I wrote a twoBitSet class that extends std::bitset, which is essentially an array of bits; it then maps some supplied index to two bits in the bitset.
There's also a twoBit helper class - modifying the data using the [] operator without it is somewhat difficult.
#include <iostream>
#include <bitset>
template <size_t N>
class twoBit
{
typedef typename std::bitset<2*N>::reference bitRef;
bitRef a, b;
public:
twoBit(bitRef a1, bitRef b1): a(a1), b(b1) {};
const twoBit &operator=(int i) { a = i%2; b = i/2; return *this; };
operator int() { return 2*b + a; };
};
template <size_t N>
class twoBitSet : private std::bitset<2*N>
{
typedef typename std::bitset<2*N>::reference bitRef;
public:
twoBit<N> operator[](int index)
{
bitRef b1 = std::bitset<2*N>::operator[](2*index);
bitRef b2 = std::bitset<2*N>::operator[](2*index + 1);
return twoBit<N>(b1, b2);
};
};
int main()
{
twoBitSet<32> bs;
bs[0] = 2;
bs[1] = 3;
bs[2] = 1;
bs[3] = 0;
std::cout << bs[0] << std::endl; // prints 2
std::cout << bs[1] << std::endl; // prints 3
std::cout << bs[2] << std::endl; // prints 1
std::cout << bs[3] << std::endl; // prints 0
}
It's obviously fairly basic at the moment, it only allows the [] operator to be used and doesn't have any range checking.

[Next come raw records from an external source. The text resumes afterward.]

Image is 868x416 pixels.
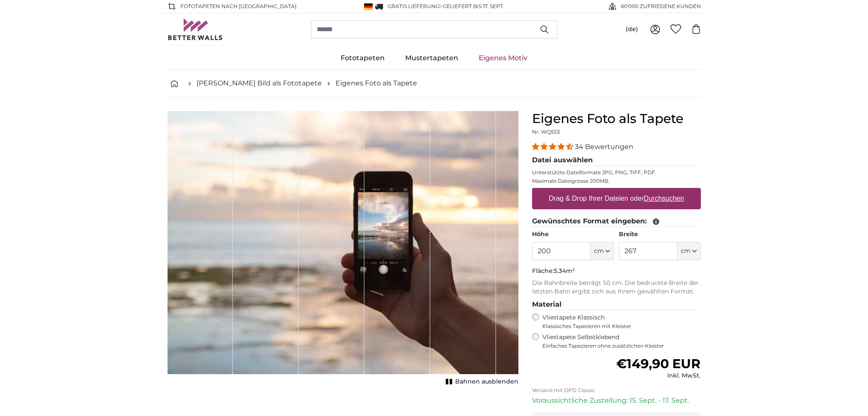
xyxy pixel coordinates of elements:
[542,343,700,349] span: Einfaches Tapezieren ohne zusätzlichen Kleister
[394,47,469,69] a: Mustertapeten
[575,142,633,151] span: 34 Bewertungen
[545,190,688,207] label: Drag & Drop Ihrer Dateien oder
[644,195,683,202] u: Durchsuchen
[591,242,613,260] button: cm
[532,387,700,393] p: Versand mit DPD Classic
[330,47,394,69] a: Fototapeten
[532,178,700,184] p: Maximale Dateigrösse 200MB.
[542,313,694,329] label: Vliestapete Klassisch
[594,247,603,255] span: cm
[532,129,560,135] span: Nr. WQ553
[441,3,504,9] span: -
[532,279,700,296] p: Die Bahnbreite beträgt 50 cm. Die bedruckte Breite der letzten Bahn ergibt sich aus Ihrem gewählt...
[335,78,417,88] a: Eigenes Foto als Tapete
[442,3,504,9] span: Geliefert bis 17. Sept.
[616,355,700,371] span: €149,90 EUR
[619,230,700,238] label: Breite
[619,22,645,37] button: (de)
[532,155,700,166] legend: Datei auswählen
[681,247,690,255] span: cm
[532,142,575,151] span: 4.32 stars
[554,267,575,275] span: 5.34m²
[621,3,700,10] span: 60'000 ZUFRIEDENE KUNDEN
[532,299,700,310] legend: Material
[532,395,700,406] p: Voraussichtliche Zustellung: 15. Sept. - 17. Sept.
[168,111,518,387] div: 1 of 1
[469,47,538,69] a: Eigenes Motiv
[532,267,700,275] p: Fläche:
[196,78,322,88] a: [PERSON_NAME] Bild als Fototapete
[168,19,223,40] img: Betterwalls
[532,216,700,227] legend: Gewünschtes Format eingeben:
[364,3,372,10] img: Deutschland
[455,377,518,386] span: Bahnen ausblenden
[388,3,441,9] span: GRATIS Lieferung!
[443,376,518,387] button: Bahnen ausblenden
[678,242,700,260] button: cm
[180,3,297,10] span: Fototapeten nach [GEOGRAPHIC_DATA]
[532,111,700,126] h1: Eigenes Foto als Tapete
[616,371,700,380] div: inkl. MwSt.
[542,333,700,349] label: Vliestapete Selbstklebend
[532,169,700,176] p: Unterstützte Dateiformate JPG, PNG, TIFF, PDF.
[542,323,694,329] span: Klassisches Tapezieren mit Kleister
[532,230,613,238] label: Höhe
[168,70,700,98] nav: breadcrumbs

Perhaps creating 2 [] operator functions (similar to bitset) would've been better - one just being an accessor, and one returning the twoBit object.
Live demo.
How about create a struct containing a 2 bit variable and a 6 bit one:
struct split
{
uint8_t sixbits : 6;
uint8_t twobits : 2;
}
then create a array of structs for that and only use the two bit part of the struct?
NB: Not tested... Got info from here.
std::vector<bool> has specialization you are looking for. You could then simply consider two consecutive array elements as one element of 2 bools or write up wrapper class for this if you are uncomfortable increment your index by 2 in loops. The problem with creating class with 2-bit variable is that it will still take up 8bits (1byte) as smallest variable size in C++ is 1byte.
Totally custom solution would be to create array of chars (8bit) and then use shift operator to use all bits of each char. This would however be needlessly complex as you would then need to unshift them each time you were accessing the values (...and that's exactly how std::vector<bool> specialization works).
typedef map<int, double> SparseRow;
template <int N> struct SparseMatrix
{
map<int, SparseRow> data;
};
const int N = 5;
SparseMatrix<N> sparseMat;
I am confused as how the template type N is used here? can anybody explain why it makes this map fixed size?
/////////////////////////////////////
edit
this is a print function and a call to it
print(sparseMat);
template <int N>
void print(SparseMatrix<N>& sm)
{
SparseRow sr;
SparseRow::const iterator it;
for (int row = 0; row < N; row++)
{
SparseRow sr = sm.data[row];
// Now iterate over row
for (it = sm.data[row].begin(); it != sm.data[row].end();
it++)
{
cout << (*it).second << ", ";
}
cout << endl;
}
}
How does the value N get passed to the function, if its not in the function call? I am confused as to how an instance of the SparseMatrix will save a value like suppose 5?
can anybody explain why it makes this map fixed size?
It doesn’t – there is no such thing as a fixed-size map in the standard library. The non-type template argument N isn’t actually used inside the template you’ve shown us. It could conceivably be used to ensure that the map never grows over 5 elements but there is no direct benefit of making it a template argument, it could just as well be a normal variable.
In the added code (after the edit) you can see that N is used as the size of the internal map – obviously that only works if each row of the matrix has previously been correctly initialised. But again, nothing in this code indicates why the author chose to make the size a template argument rather than a data member.